Note the "may" in the 0 case.  The Itanium architecture allows implementations to handle some unaligned references totally 'on-chip'.  I suspect unaligned references inside the same cache line (or perhaps just within a 64-bit quadword) are handled 'on-chip' and VERY fast.

 

However, when you use the system services that you mention, the 'ac' flag gets set in the user mask.  So now EVERY unaligned memory reference causes a fault, traps to OpenVMS, which in turn takes out a spinlock in order to fix up the unaligned reference, and then in turn signals the unaligned access fault to the program.  So just by looking, you increase the overhead.

 

The same holds true for using SET BREAK/UNALIGNED in the debugger or even the SDA FLT support.

abrsvc
Respected Contributor

Re: What is the performance impact of reporting alignment faults?

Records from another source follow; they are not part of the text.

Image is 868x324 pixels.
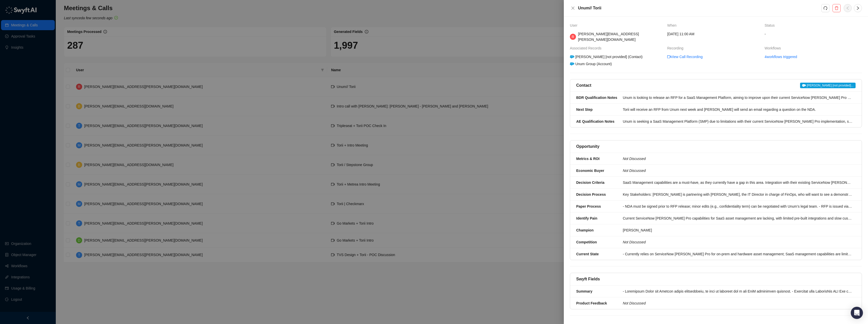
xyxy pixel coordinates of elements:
[623,180,852,185] div: SaaS Management capabilities are a must-have, as they currently have a gap in this area. Integrat...
[576,144,599,149] h5: Opportunity
[576,240,597,244] strong: Competition
[576,180,604,184] strong: Decision Criteria
[623,215,852,221] div: Current ServiceNow [PERSON_NAME] Pro capabilities for SaaS asset management are lacking, with lim...
[800,83,855,88] a: [PERSON_NAME] [not provided]...
[834,6,838,10] span: delete
[765,54,797,59] a: 4 workflows triggered
[576,205,601,209] strong: Paper Process
[571,34,574,39] span: R
[623,119,852,124] div: Unum is seeking a SaaS Management Platform (SMP) due to limitations with their current ServiceNow...
[765,31,862,37] span: -
[623,204,852,209] div: - NDA must be signed prior to RFP release; minor edits (e.g., confidentiality term) can be negoti...
[576,95,617,99] strong: BDR Qualification Notes
[570,46,604,51] span: Associated Records
[667,22,679,28] span: When
[576,119,614,124] strong: AE Qualification Notes
[578,5,821,11] h5: Unum// Torii
[667,31,694,37] span: [DATE] 11:00 AM
[623,156,646,160] i: Not Discussed
[623,107,852,112] div: Torii will receive an RFP from Unum next week and [PERSON_NAME] will send an email regarding a qu...
[576,252,598,256] strong: Current State
[576,276,599,282] h5: Swyft Fields
[623,95,852,100] div: Unum is looking to release an RFP for a SaaS Management Platform, aiming to improve upon their cu...
[576,216,597,220] strong: Identify Pain
[623,240,646,244] i: Not Discussed
[576,301,606,305] strong: Product Feedback
[576,289,592,293] strong: Summary
[569,54,643,59] div: [PERSON_NAME] [not provided] (Contact)
[623,227,852,233] div: [PERSON_NAME]
[623,168,646,172] i: Not Discussed
[623,192,852,197] div: Key Stakeholders: [PERSON_NAME] is partnering with [PERSON_NAME], the IT Director in charge of Fi...
[623,251,852,257] div: - Currently relies on ServiceNow [PERSON_NAME] Pro for on-prem and hardware asset management; Saa...
[576,107,593,111] strong: Next Step
[569,61,612,67] div: Unum Group (Account)
[578,32,639,42] span: [PERSON_NAME][EMAIL_ADDRESS][PERSON_NAME][DOMAIN_NAME]
[576,168,604,172] strong: Economic Buyer
[576,192,606,196] strong: Decision Process
[576,156,599,160] strong: Metrics & ROI
[623,288,852,294] div: - Loremipsum Dolor sit Ametcon adipis elitseddoeiu, te inci ut laboreet dol m ali EniM adminimven...
[576,83,591,88] h5: Contact
[855,6,859,10] span: right
[576,228,593,232] strong: Champion
[570,6,574,10] span: close
[667,46,686,51] span: Recording
[667,55,671,59] span: video-camera
[570,22,580,28] span: User
[667,54,703,59] a: video-cameraView Call Recording
[765,46,783,51] span: Workflows
[623,301,646,305] i: Not Discussed
[850,306,862,318] div: Open Intercom Messenger
[570,5,576,11] button: Close
[765,22,777,28] span: Status
[823,6,827,10] span: redo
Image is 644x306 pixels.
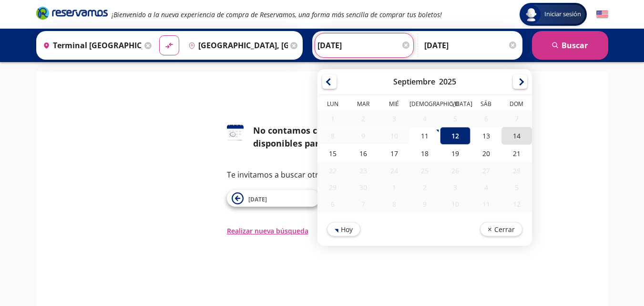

It would seem to me that the time cost of the monitoring is irrelevant.  I would expect that the developers use the instrumented code to locate the alignment faults in order to "fix" them.  Once "fixed" there is no longer a need for the instrumentation and thus no cost on the production system.  Lets face it, the goal is to avoid the alignment faults.  Once this has been accomplished during the testing phase, the instrumentation (specific to these faults) should be disabled.

 

Just my approach...

 

Dan

jreagan
Advisor

Re: What is the performance impact of reporting alignment faults?

I agree with Dan 100%

Glenn Wolf
Advisor

Re: What is the performance impact of reporting alignment faults?

John:

 

Thanks for taking the time to provide the example; it's very similar to the C example from Eight-Cubed, which I had already exercised.  It provided the assurance that I needed - yes, I was doing something wrong, and forced me to look closer at my code to find it.

 

It turns out that when changing my alignment fault reporting from exception based to buffered, I introduced a bug that caused it to continue to use the exception approach anyway, thus the "similarity" of my test results between the exception based and what-I-thought-was-buffered.  I should have verified that my code was really doing what I expected before posting.

 

Now that I've corrected THAT oversight, I see results very similar to yours - a millisecond or two to start the alignment fault collection, and nothing measurable to report it. 

 

It is the exception processing that was taking the extra time.  Yet another thing to be wary of (as has been reported in other posts) when moving to Itanium.

 

To answer some of the other questions, yes we may see some variability in the number of alignment faults by transaction.  The transactions process requests that are presented in a "query language" (think SQL, but not too hard), and we will see the query usage change over time.  Today our transactions vary in duration from a few milliseconds to hundreds of milliseconds, based on what they are doing, so I am quite willing to pay a millisecond or two to be able to correlate a rise in alignment faults to a particular transaction signature.  And, as it is coded today, we can easily turn on or off the alignment fault reporting in real time if it gets in the way.

 

We will certainly pursue the reported alignment faults and eradicate as many as possible, but I'm pretty certain that we won't get to zero.  This data will help us understand how close to zero we can get.

 

Thank you to all who responded. As always, this forum is of immense help in finding the solutions that I need.